The audit process can be divided into three main stages:
Proof of Liabilities
The outstanding cryptocurrency amounts owed by the exchange’s customers are the exchange’s liabilities. The overall liabilities of the exchange are calculated by adding all client account balances.
The calculated sum is then compared to the total reserves to evaluate solvency. The component for proof of liabilities also computes the hash of the fraction factor and the root of a Merkle tree.
The user account information is utilized to build a Merkle tree using the customer’s cryptographic hash, and the amount owed to the customer is used to produce a leaf of the tree.
The nodes in the next tier of the tree are formed by pairing and hashing the leaves; nodes are combined and hashed to form the tree’s root.
Proof of Reserves
Reserves are the assets that the exchange has stored as cryptocurrency on the blockchain. The total assets are calculated by adding the balances of crypto addresses for which the exchange has private keys.
The exchange may show that they are the genuine Bitcoin address owner by supplying the public key and signing it with the private key.
For enhanced security, the exchange should sign a nonce (for example, the hash of the most recently added block to the blockchain), a value that may be used to verify the signature. The total and hash of the address balances are the outputs of the proof of reserves.

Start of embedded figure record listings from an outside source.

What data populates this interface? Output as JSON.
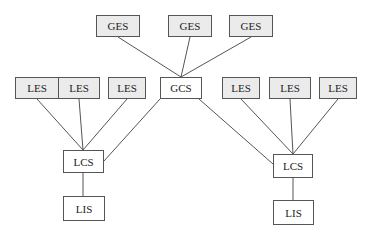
{
  "diagram": {
    "type": "hierarchy",
    "nodes": [
      {
        "id": "ges1",
        "label": "GES",
        "x": 96,
        "y": 15,
        "w": 44,
        "h": 22,
        "shaded": true
      },
      {
        "id": "ges2",
        "label": "GES",
        "x": 168,
        "y": 15,
        "w": 44,
        "h": 22,
        "shaded": true
      },
      {
        "id": "ges3",
        "label": "GES",
        "x": 229,
        "y": 15,
        "w": 44,
        "h": 22,
        "shaded": true
      },
      {
        "id": "les1",
        "label": "LES",
        "x": 15,
        "y": 77,
        "w": 44,
        "h": 22,
        "shaded": true
      },
      {
        "id": "les2",
        "label": "LES",
        "x": 58,
        "y": 77,
        "w": 42,
        "h": 22,
        "shaded": true
      },
      {
        "id": "les3",
        "label": "LES",
        "x": 108,
        "y": 77,
        "w": 38,
        "h": 22,
        "shaded": true
      },
      {
        "id": "gcs",
        "label": "GCS",
        "x": 160,
        "y": 77,
        "w": 42,
        "h": 22,
        "shaded": false
      },
      {
        "id": "les4",
        "label": "LES",
        "x": 222,
        "y": 77,
        "w": 38,
        "h": 22,
        "shaded": true
      },
      {
        "id": "les5",
        "label": "LES",
        "x": 269,
        "y": 77,
        "w": 42,
        "h": 22,
        "shaded": true
      },
      {
        "id": "les6",
        "label": "LES",
        "x": 319,
        "y": 77,
        "w": 38,
        "h": 22,
        "shaded": true
      },
      {
        "id": "lcs1",
        "label": "LCS",
        "x": 63,
        "y": 150,
        "w": 41,
        "h": 23,
        "shaded": false
      },
      {
        "id": "lis1",
        "label": "LIS",
        "x": 63,
        "y": 196,
        "w": 42,
        "h": 25,
        "shaded": false
      },
      {
        "id": "lcs2",
        "label": "LCS",
        "x": 273,
        "y": 154,
        "w": 40,
        "h": 24,
        "shaded": false
      },
      {
        "id": "lis2",
        "label": "LIS",
        "x": 273,
        "y": 200,
        "w": 41,
        "h": 25,
        "shaded": false
      }
    ],
    "edges": [
      {
        "from": "ges1",
        "to": "gcs",
        "x1": 118,
        "y1": 37,
        "x2": 181,
        "y2": 77
      },
      {
        "from": "ges2",
        "to": "gcs",
        "x1": 190,
        "y1": 37,
        "x2": 181,
        "y2": 77
      },
      {
        "from": "ges3",
        "to": "gcs",
        "x1": 251,
        "y1": 37,
        "x2": 181,
        "y2": 77
      },
      {
        "from": "les1",
        "to": "lcs1",
        "x1": 37,
        "y1": 99,
        "x2": 83,
        "y2": 150
      },
      {
        "from": "les2",
        "to": "lcs1",
        "x1": 79,
        "y1": 99,
        "x2": 83,
        "y2": 150
      },
      {
        "from": "les3",
        "to": "lcs1",
        "x1": 127,
        "y1": 99,
        "x2": 83,
        "y2": 150
      },
      {
        "from": "gcs",
        "to": "lcs1",
        "x1": 160,
        "y1": 99,
        "x2": 104,
        "y2": 161
      },
      {
        "from": "gcs",
        "to": "lcs2",
        "x1": 199,
        "y1": 99,
        "x2": 273,
        "y2": 164
      },
      {
        "from": "les4",
        "to": "lcs2",
        "x1": 241,
        "y1": 99,
        "x2": 293,
        "y2": 154
      },
      {
        "from": "les5",
        "to": "lcs2",
        "x1": 290,
        "y1": 99,
        "x2": 293,
        "y2": 154
      },
      {
        "from": "les6",
        "to": "lcs2",
        "x1": 338,
        "y1": 99,
        "x2": 293,
        "y2": 154
      },
      {
        "from": "lcs1",
        "to": "lis1",
        "x1": 83,
        "y1": 173,
        "x2": 83,
        "y2": 196
      },
      {
        "from": "lcs2",
        "to": "lis2",
        "x1": 293,
        "y1": 178,
        "x2": 293,
        "y2": 200
      }
    ],
    "colors": {
      "shaded_fill": "#ebebeb",
      "plain_fill": "#ffffff",
      "border": "#555555",
      "line": "#555555",
      "text": "#222222"
    }
  }
}
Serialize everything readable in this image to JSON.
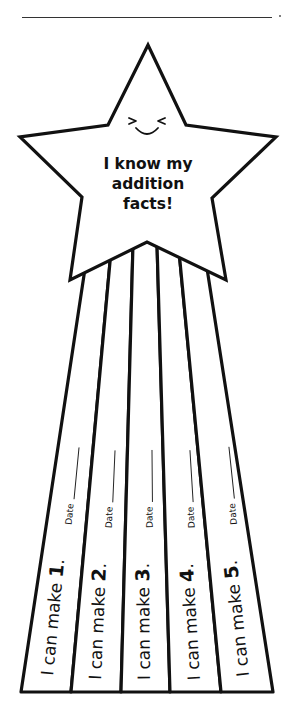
{
  "header": {
    "name_line": "",
    "trailing_mark": "."
  },
  "star": {
    "face": "smiling-squint-face",
    "title_lines": [
      "I know my",
      "addition",
      "facts!"
    ]
  },
  "strips": [
    {
      "prefix": "I can make ",
      "number": "1",
      "suffix": ".",
      "date_label": "Date"
    },
    {
      "prefix": "I can make ",
      "number": "2",
      "suffix": ".",
      "date_label": "Date"
    },
    {
      "prefix": "I can make ",
      "number": "3",
      "suffix": ".",
      "date_label": "Date"
    },
    {
      "prefix": "I can make ",
      "number": "4",
      "suffix": ".",
      "date_label": "Date"
    },
    {
      "prefix": "I can make ",
      "number": "5",
      "suffix": ".",
      "date_label": "Date"
    }
  ],
  "colors": {
    "stroke": "#111111",
    "background": "#ffffff"
  }
}
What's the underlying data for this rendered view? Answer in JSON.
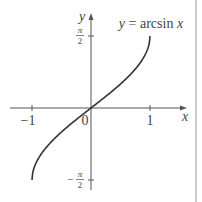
{
  "chart_data": {
    "type": "line",
    "title": "",
    "function_label": "y = arcsin x",
    "xlabel": "x",
    "ylabel": "y",
    "xlim": [
      -1.3,
      1.55
    ],
    "ylim": [
      -1.7,
      1.65
    ],
    "x_ticks": [
      {
        "value": -1,
        "label": "−1"
      },
      {
        "value": 0,
        "label": "0"
      },
      {
        "value": 1,
        "label": "1"
      }
    ],
    "y_ticks": [
      {
        "value": 1.5708,
        "label_num": "π",
        "label_den": "2",
        "sign": ""
      },
      {
        "value": -1.5708,
        "label_num": "π",
        "label_den": "2",
        "sign": "−"
      }
    ],
    "grid": false,
    "series": [
      {
        "name": "y = arcsin x",
        "x": [
          -1,
          -0.98,
          -0.95,
          -0.9,
          -0.8,
          -0.7,
          -0.6,
          -0.5,
          -0.4,
          -0.3,
          -0.2,
          -0.1,
          0,
          0.1,
          0.2,
          0.3,
          0.4,
          0.5,
          0.6,
          0.7,
          0.8,
          0.9,
          0.95,
          0.98,
          1
        ],
        "y": [
          -1.5708,
          -1.3705,
          -1.2532,
          -1.1198,
          -0.9273,
          -0.7754,
          -0.6435,
          -0.5236,
          -0.4115,
          -0.3047,
          -0.2014,
          -0.1002,
          0,
          0.1002,
          0.2014,
          0.3047,
          0.4115,
          0.5236,
          0.6435,
          0.7754,
          0.9273,
          1.1198,
          1.2532,
          1.3705,
          1.5708
        ]
      }
    ]
  },
  "colors": {
    "curve": "#333333",
    "axis": "#555555",
    "border": "#999999"
  }
}
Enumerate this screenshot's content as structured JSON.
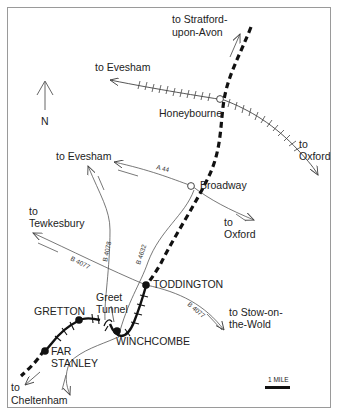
{
  "map": {
    "title": "",
    "colors": {
      "background": "#ffffff",
      "ink": "#222222",
      "frame": "#999999",
      "line": "#555555"
    },
    "north_arrow": {
      "label": "N"
    },
    "scale_bar": {
      "label": "1 MILE"
    },
    "stations": [
      {
        "name": "TODDINGTON",
        "type": "open"
      },
      {
        "name": "WINCHCOMBE",
        "type": "open"
      },
      {
        "name": "GRETTON",
        "type": "open"
      },
      {
        "name": "FAR STANLEY",
        "line1": "FAR",
        "line2": "STANLEY",
        "type": "open"
      }
    ],
    "towns": [
      {
        "name": "Honeybourne",
        "type": "closed-station"
      },
      {
        "name": "Broadway",
        "type": "closed-station"
      }
    ],
    "features": [
      {
        "name": "Greet Tunnel",
        "line1": "Greet",
        "line2": "Tunnel"
      }
    ],
    "roads": [
      {
        "id": "A 44"
      },
      {
        "id": "B 4078"
      },
      {
        "id": "B 4632"
      },
      {
        "id": "B 4077 west",
        "label": "B 4077"
      },
      {
        "id": "B 4077 east",
        "label": "B 4077"
      }
    ],
    "destinations": {
      "stratford": {
        "line1": "to Stratford-",
        "line2": "upon-Avon"
      },
      "evesham_rail": {
        "label": "to Evesham"
      },
      "oxford_rail": {
        "line1": "to",
        "line2": "Oxford"
      },
      "evesham_road": {
        "label": "to Evesham"
      },
      "oxford_road": {
        "line1": "to",
        "line2": "Oxford"
      },
      "tewkesbury": {
        "line1": "to",
        "line2": "Tewkesbury"
      },
      "stow": {
        "line1": "to Stow-on-",
        "line2": "the-Wold"
      },
      "cheltenham": {
        "line1": "to",
        "line2": "Cheltenham"
      }
    }
  }
}
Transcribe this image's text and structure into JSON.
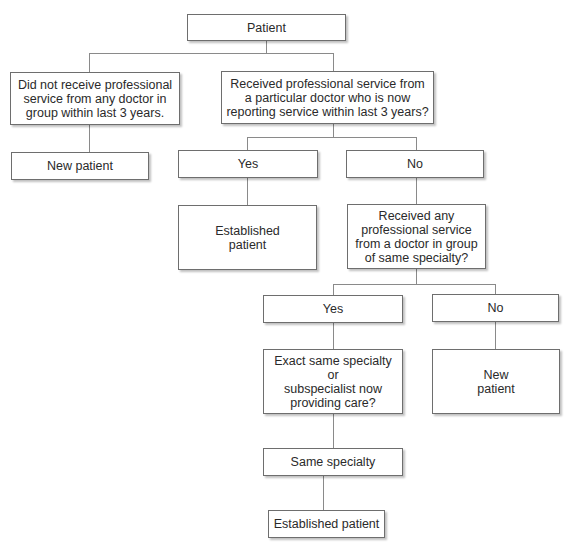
{
  "diagram": {
    "type": "flowchart",
    "nodes": {
      "root": {
        "label": "Patient"
      },
      "no_service": {
        "label": "Did not receive professional\nservice from any doctor in\ngroup within last 3 years."
      },
      "received_particular": {
        "label": "Received professional service from\na particular doctor who is now\nreporting service within last 3 years?"
      },
      "new_patient_1": {
        "label": "New patient"
      },
      "yes_1": {
        "label": "Yes"
      },
      "no_1": {
        "label": "No"
      },
      "established_1": {
        "label": "Established\npatient"
      },
      "received_any": {
        "label": "Received any\nprofessional service\nfrom a doctor in group\nof same specialty?"
      },
      "yes_2": {
        "label": "Yes"
      },
      "no_2": {
        "label": "No"
      },
      "exact_same": {
        "label": "Exact same specialty or\nsubspecialist now\nproviding care?"
      },
      "new_patient_2": {
        "label": "New\npatient"
      },
      "same_specialty": {
        "label": "Same specialty"
      },
      "established_2": {
        "label": "Established patient"
      }
    },
    "edges": [
      [
        "root",
        "no_service"
      ],
      [
        "root",
        "received_particular"
      ],
      [
        "no_service",
        "new_patient_1"
      ],
      [
        "received_particular",
        "yes_1"
      ],
      [
        "received_particular",
        "no_1"
      ],
      [
        "yes_1",
        "established_1"
      ],
      [
        "no_1",
        "received_any"
      ],
      [
        "received_any",
        "yes_2"
      ],
      [
        "received_any",
        "no_2"
      ],
      [
        "yes_2",
        "exact_same"
      ],
      [
        "no_2",
        "new_patient_2"
      ],
      [
        "exact_same",
        "same_specialty"
      ],
      [
        "same_specialty",
        "established_2"
      ]
    ],
    "colors": {
      "border": "#6e6e6e",
      "connector": "#8a8a8a",
      "text": "#2a2a2a",
      "background": "#ffffff"
    }
  }
}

To identify which balances should be added up, the audit program does not need to interpret the full blockchain; instead, it uses a preprocessor, a deterministic aggregation of data easily available to the public.
A deterministic function will always generate the same outputs when given equal input data.
This is an essential condition for any blockchain since achieving consensus is only possible if transactions provide the same result each time they are done, regardless of who starts them or where they occur.
Proof of Solvency
The two components of a cryptocurrency exchange’s proof of solvency are the audit outputs and an attestation that can be used to validate that the auditing software was run in a trustworthy environment.
The end outcome of the audit is either true or false (a binary integer). If reserves outweigh obligations, it is true; otherwise, it is untrue. The attestation acts as a signature for the program hashes and platform measurements.
Using the Merkle tree’s root, the consumer may confirm that the computation takes its account balance into consideration.
The Goal of PoR
The purpose of proof of reserves is to provide financial transparency regarding a crypto company’s balance sheet, particularly regarding client cash. A third-party audit gives customers confidence that the cryptocurrency firm they are utilizing has enough liquidity to conduct day-to-day operations and, more crucially, client withdrawals.
Proof of reserves (PoR) is a positive step for any crypto corporation, ensuring client cash safety and demonstrating (cryptographically) that the organization has adequate liquidity.
While the approach has certain drawbacks (such as not monitoring firm obligations), it may offer customers comfort and boost their trust. As the crypto business becomes more regulated, every crypto exchange or organization that acts as a custodian on behalf of its clients would benefit from a proof-of-reserves audit.
Final thoughts
Proof of reserves is becoming more popular, particularly in light of the November 2022 collapse of the FTX crypto exchange and recent statements from Binance on the necessity of openness.
It will also become vital as regulators strive to develop industry norms to safeguard consumers since proof of reserves is a secure and transparent means to assure the safety of client cash.